HC Deb 26 April 1906 vol 156 cc8-9
MR. FIELD) (Dublin, St. Patrick

To ask the hon. Member for South Somerset as representing the President of the Board of Agriculture whether he can state if the 16th Company, Royal Engineers, are still on the survey, or whether they are only being drafted into other companies who are on the survey; whether survey companies of the Royal Engineers, when sent for their annual training to the Curragh Camp, receive full working pay whilst doing military duty there; and, if so, whether their' pay and travelling allowances are taken from the survey grant which is voted for direct survey work on the field.

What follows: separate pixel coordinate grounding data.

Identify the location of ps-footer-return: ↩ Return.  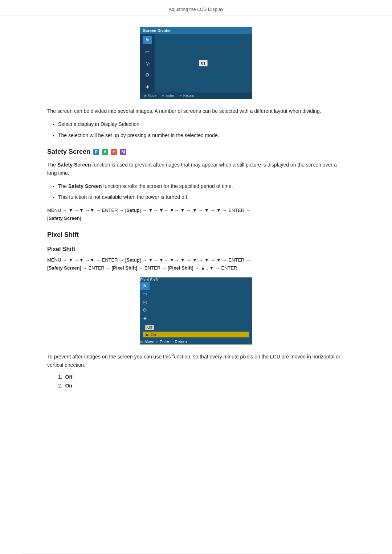
(179, 342).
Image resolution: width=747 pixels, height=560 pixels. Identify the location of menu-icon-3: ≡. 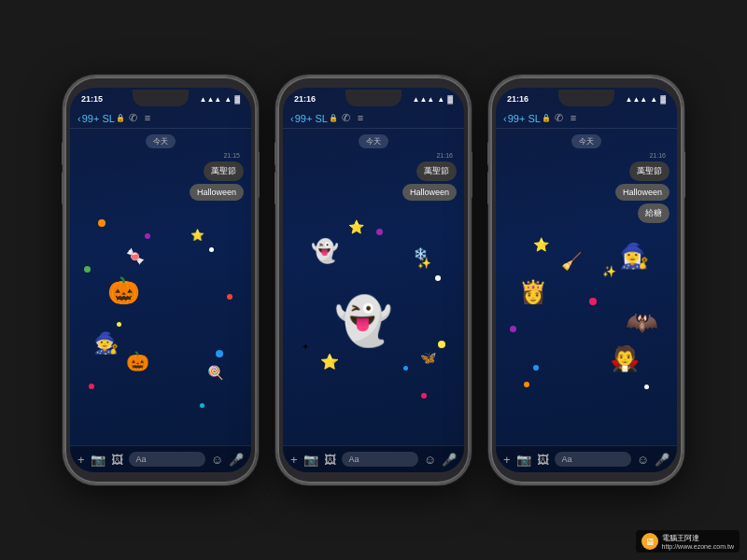
(573, 118).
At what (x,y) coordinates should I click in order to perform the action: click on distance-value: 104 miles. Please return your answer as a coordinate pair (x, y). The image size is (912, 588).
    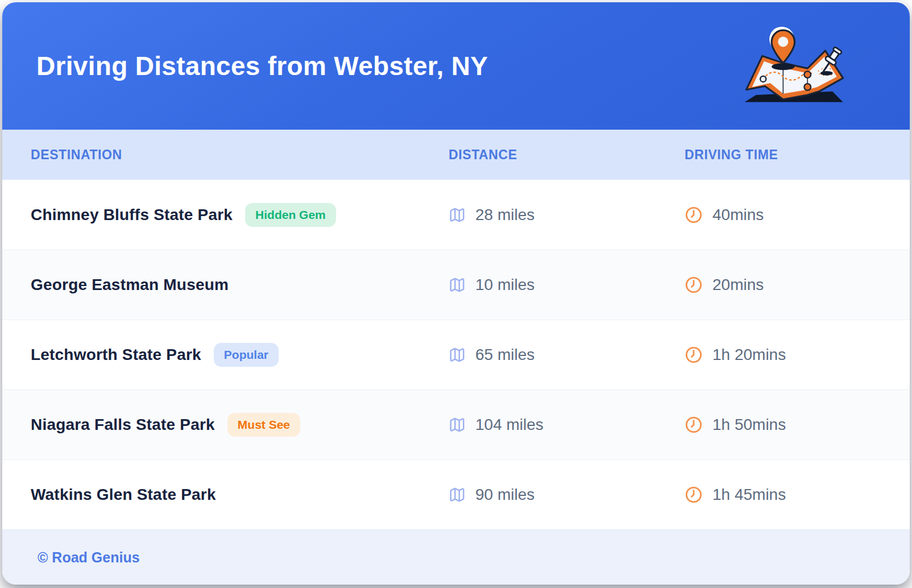
    Looking at the image, I should click on (509, 425).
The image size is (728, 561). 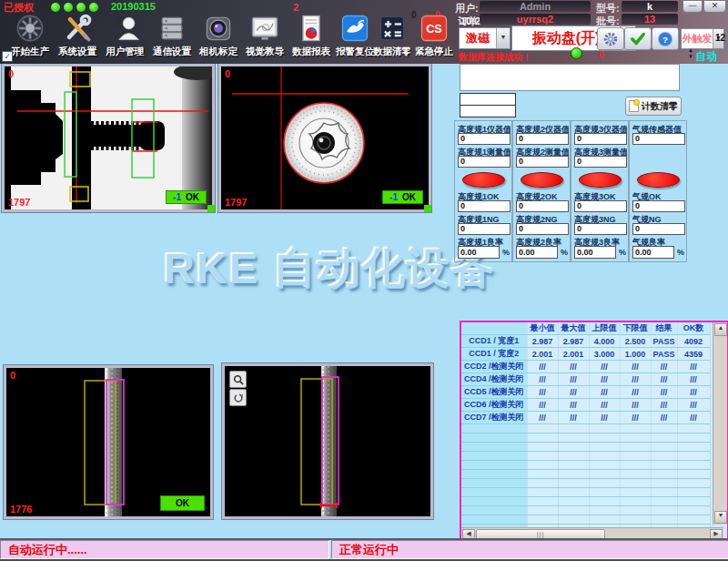 I want to click on header-cell: OK数, so click(x=693, y=329).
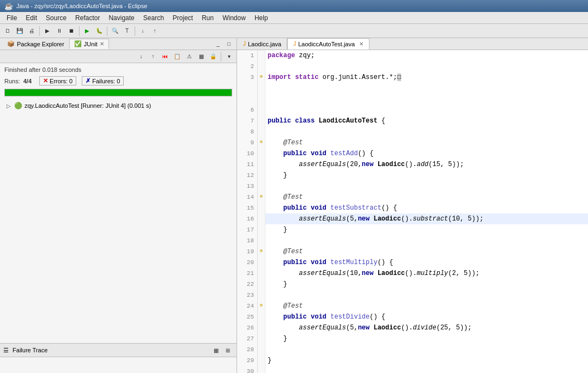 This screenshot has height=373, width=588. What do you see at coordinates (262, 18) in the screenshot?
I see `menu-help: Help` at bounding box center [262, 18].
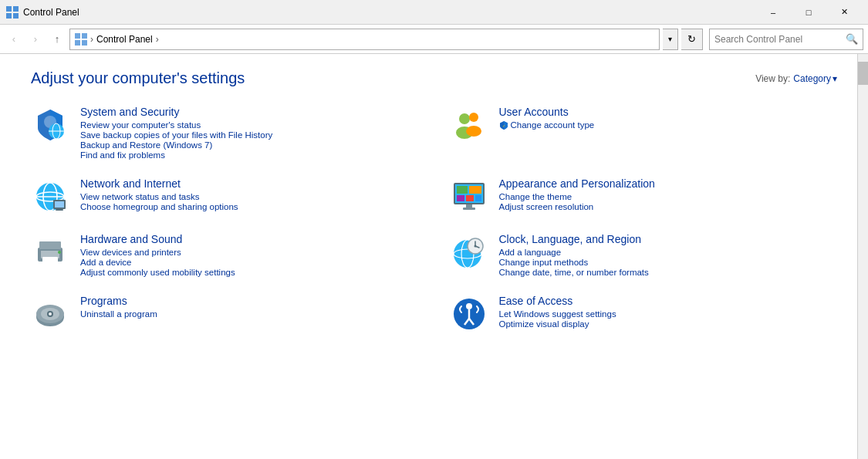 This screenshot has height=459, width=868. Describe the element at coordinates (773, 12) in the screenshot. I see `minimize-button: –` at that location.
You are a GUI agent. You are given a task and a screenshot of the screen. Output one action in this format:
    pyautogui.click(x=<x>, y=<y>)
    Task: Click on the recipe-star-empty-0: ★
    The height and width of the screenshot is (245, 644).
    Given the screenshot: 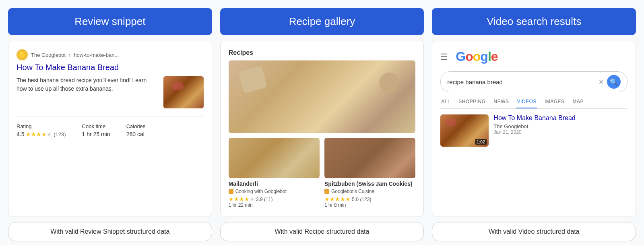 What is the action you would take?
    pyautogui.click(x=252, y=199)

(Answered by Sir Edward Strachey.) The 16th Company, Royal Engineers, is no longer attached to the Ordnance Survey. Its removal leaves a slight excess (about twenty-four) in the establishment of non - commissioned officers and men for the three remaining companies, and these supernumeraries will be absorbed as vacancies occur. The Royal Engineers receive full working pay from the Ordnance Survey Vote while doing their annual training. Their travelling expenses are defrayed partly from Army Votes and partly from the Vote for the Ordnance Survey.

MR. FIELD

To ask the hon. Member for South Somerset, as representing the President of the Board of Agriculture whether he is aware that ex-Royal Engineers non-commissioned officers have been made permanent in the Ordnance Survey after being only six months out of the corps and enjoying a military pension, and that instances have occurred where civilians after thirty-three years continuous service have been recommended for discharge without gratuity or pension; and whether he proposes to take any action in the matter.

(Answered by Sir Edward Strachey.) In some few instances ex-Royal Engineers have received permanent appointment, after a few months service as civilians, subsequent to their discharge from the corps with a pension. In almost all cases they continued to fill the same posts as they occupied while serving in the Royal Engineers. No civilians have been discharged after thirty-three years continuous service without gratuity or pension except on the ground of serious misconduct.